Authentication — bRRAIn Docs

API authentication methods: API keys, OAuth 2.0, and session tokens.

Authentication

Every request to the bRRAIn API must be authenticated. bRRAIn supports three authentication methods, each suited to different use cases.

API Keys

API keys are the recommended method for server-to-server integrations, scripts, and CI/CD pipelines. They provide long-lived credentials tied to a specific vault, workspace, and permission scope.

Creating an API Key

  1. Log in to the bRRAIn dashboard at app.brrain.io
  2. Navigate to Settings > API Keys
  3. Click Create New Key
  4. Configure the key:
    • Name: A descriptive label (e.g., "production-ingestion")
    • Scope: read, read-write, or admin
    • Workspace: The workspace this key can access (or "All Workspaces" for vault-wide access)
    • Expiration: Optional expiration date
  5. Copy the key immediately. It is shown only once.

Using an API Key

Include the key in the Authorization header with the Bearer scheme:

curl https://api.brrain.io/v1/memory/retrieve?q=example \
  -H "Authorization: Bearer brr_live_k1a2b3c4d5e6f7g8h9i0"

Key Prefixes

bRRAIn uses prefixed keys for clarity:

| Prefix | Environment | |--------|-------------| | brr_live_ | Production | | brr_test_ | Staging/test | | brr_dev_ | Development |

Key Rotation

To rotate a key without downtime:

  1. Create a new key with the same scope
  2. Update your application to use the new key
  3. Verify the new key works in production
  4. Revoke the old key

The API supports having multiple active keys simultaneously, so there is no need for coordinated cutover.

Revoking a Key

Revoke a key immediately from the dashboard or via the API:

curl -X DELETE https://api.brrain.io/v1/auth/keys/key_abc123 \
  -H "Authorization: Bearer brr_live_ADMIN_KEY"

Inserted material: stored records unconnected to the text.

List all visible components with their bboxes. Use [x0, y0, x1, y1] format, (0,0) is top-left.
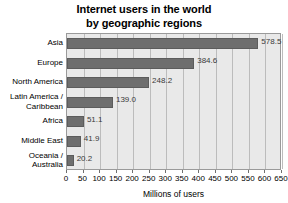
x-tick [99, 170, 100, 173]
bar[interactable] [67, 38, 258, 49]
y-axis-category-label: Latin America / Caribbean [0, 92, 63, 110]
chart-title-line-1: Internet users in the world [0, 3, 288, 17]
x-tick-label: 100 [92, 174, 105, 184]
bar-value-label: 41.9 [84, 134, 100, 144]
x-tick-label: 400 [192, 174, 205, 184]
x-tick-label: 350 [175, 174, 188, 184]
x-tick-label: 150 [109, 174, 122, 184]
x-tick [83, 170, 84, 173]
y-axis-category-label: North America [0, 77, 63, 86]
bar-row: 139.0 [67, 93, 280, 113]
bar-row: 248.2 [67, 73, 280, 93]
bar-value-label: 578.5 [261, 37, 281, 47]
chart-title-line-2: by geographic regions [0, 17, 288, 31]
x-tick [132, 170, 133, 173]
x-axis-tick-labels: 050100150200250300350400450500550600650 [0, 174, 288, 185]
y-axis-category-label: Africa [0, 116, 63, 125]
x-tick [264, 170, 265, 173]
x-tick-label: 0 [64, 174, 68, 184]
x-tick [248, 170, 249, 173]
chart-title: Internet users in the world by geographi… [0, 3, 288, 30]
x-tick-label: 200 [125, 174, 138, 184]
x-tick [198, 170, 199, 173]
bar-value-label: 384.6 [197, 56, 217, 66]
x-tick [66, 170, 67, 173]
bar-value-label: 248.2 [152, 76, 172, 86]
bar-value-label: 139.0 [116, 95, 136, 105]
x-tick [231, 170, 232, 173]
plot-area: 578.5384.6248.2139.051.141.920.2 [66, 33, 281, 170]
bar[interactable] [67, 77, 149, 88]
y-axis-category-labels: AsiaEuropeNorth AmericaLatin America / C… [0, 33, 63, 170]
bar[interactable] [67, 136, 81, 147]
x-tick-label: 50 [78, 174, 87, 184]
bar-value-label: 20.2 [77, 154, 93, 164]
x-axis-title: Millions of users [66, 189, 281, 199]
chart-container: Internet users in the world by geographi… [0, 0, 288, 203]
x-tick-label: 450 [208, 174, 221, 184]
x-tick-label: 300 [159, 174, 172, 184]
x-tick [165, 170, 166, 173]
x-tick-label: 500 [225, 174, 238, 184]
y-axis-category-label: Asia [0, 38, 63, 47]
bar[interactable] [67, 97, 113, 108]
bar-row: 20.2 [67, 151, 280, 171]
x-tick [116, 170, 117, 173]
bar-row: 51.1 [67, 112, 280, 132]
bar-row: 384.6 [67, 54, 280, 74]
gridline [282, 34, 283, 169]
y-axis-category-label: Europe [0, 58, 63, 67]
bar[interactable] [67, 155, 74, 166]
bars-layer: 578.5384.6248.2139.051.141.920.2 [67, 34, 280, 169]
bar-value-label: 51.1 [87, 115, 103, 125]
bar[interactable] [67, 58, 194, 69]
x-tick [215, 170, 216, 173]
x-tick-label: 550 [241, 174, 254, 184]
y-axis-category-label: Middle East [0, 136, 63, 145]
x-tick [281, 170, 282, 173]
x-tick [149, 170, 150, 173]
bar[interactable] [67, 116, 84, 127]
x-tick-label: 650 [274, 174, 287, 184]
x-tick [182, 170, 183, 173]
bar-row: 578.5 [67, 34, 280, 54]
bar-row: 41.9 [67, 132, 280, 152]
x-tick-label: 600 [258, 174, 271, 184]
y-axis-category-label: Oceania / Australia [0, 151, 63, 169]
x-tick-label: 250 [142, 174, 155, 184]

Revoked keys return 401 Unauthorized on all subsequent requests.

OAuth 2.0

OAuth 2.0 is the recommended method for user-facing applications where end users authenticate with their bRRAIn credentials. It supports the Authorization Code flow with PKCE for enhanced security.

Authorization Code Flow

  1. Redirect the user to the authorization endpoint:
https://auth.brrain.io/authorize?
  response_type=code&
  client_id=YOUR_CLIENT_ID&
  redirect_uri=https://yourapp.com/callback&
  scope=memory:read memory:write&
  state=random-csrf-token&
  code_challenge=SHA256_CHALLENGE&
  code_challenge_method=S256
  1. Exchange the authorization code for tokens:
curl -X POST https://auth.brrain.io/token \
  -H "Content-Type: application/x-www-form-urlencoded" \
  -d "grant_type=authorization_code" \
  -d "code=AUTH_CODE" \
  -d "redirect_uri=https://yourapp.com/callback" \
  -d "client_id=YOUR_CLIENT_ID" \
  -d "code_verifier=ORIGINAL_VERIFIER"
  1. Receive the token response:
{
  "access_token": "eyJhbGciOiJSUzI1NiIs...",
  "token_type": "Bearer",
  "expires_in": 3600,
  "refresh_token": "ref_a1b2c3d4e5f6",
  "scope": "memory:read memory:write"
}
  1. Use the access token in API requests:
Authorization: Bearer eyJhbGciOiJSUzI1NiIs...

Token Refresh

Access tokens expire after 1 hour. Use the refresh token to obtain a new access token:

curl -X POST https://auth.brrain.io/token \
  -H "Content-Type: application/x-www-form-urlencoded" \
  -d "grant_type=refresh_token" \
  -d "refresh_token=ref_a1b2c3d4e5f6" \
  -d "client_id=YOUR_CLIENT_ID"

Available Scopes

| Scope | Description | |-------|-------------| | memory:read | Read and search memory objects | | memory:write | Create and update memory objects | | memory:delete | Delete memory objects | | vault:manage | Create and configure vaults | | workspace:manage | Create and configure workspaces | | admin | Full administrative access |

Session Tokens

Session tokens are used internally by the bRRAIn dashboard and web UI. They are HTTP-only cookies set after a user authenticates through the login page. Session tokens are not suitable for API integrations and are documented here only for completeness.

Sessions expire after 24 hours of inactivity or 7 days maximum, whichever comes first.

Security Best Practices

  1. Never expose API keys in client-side code. Use a backend proxy for browser-based applications.
  2. Use the minimum required scope. If your integration only reads data, use a read-only key.
  3. Rotate keys regularly. Set a rotation schedule (e.g., every 90 days) and automate it.
  4. Monitor key usage. The dashboard shows request counts and last-used timestamps for each key.
  5. Use environment variables. Store keys in environment variables or a secrets manager, never in source code.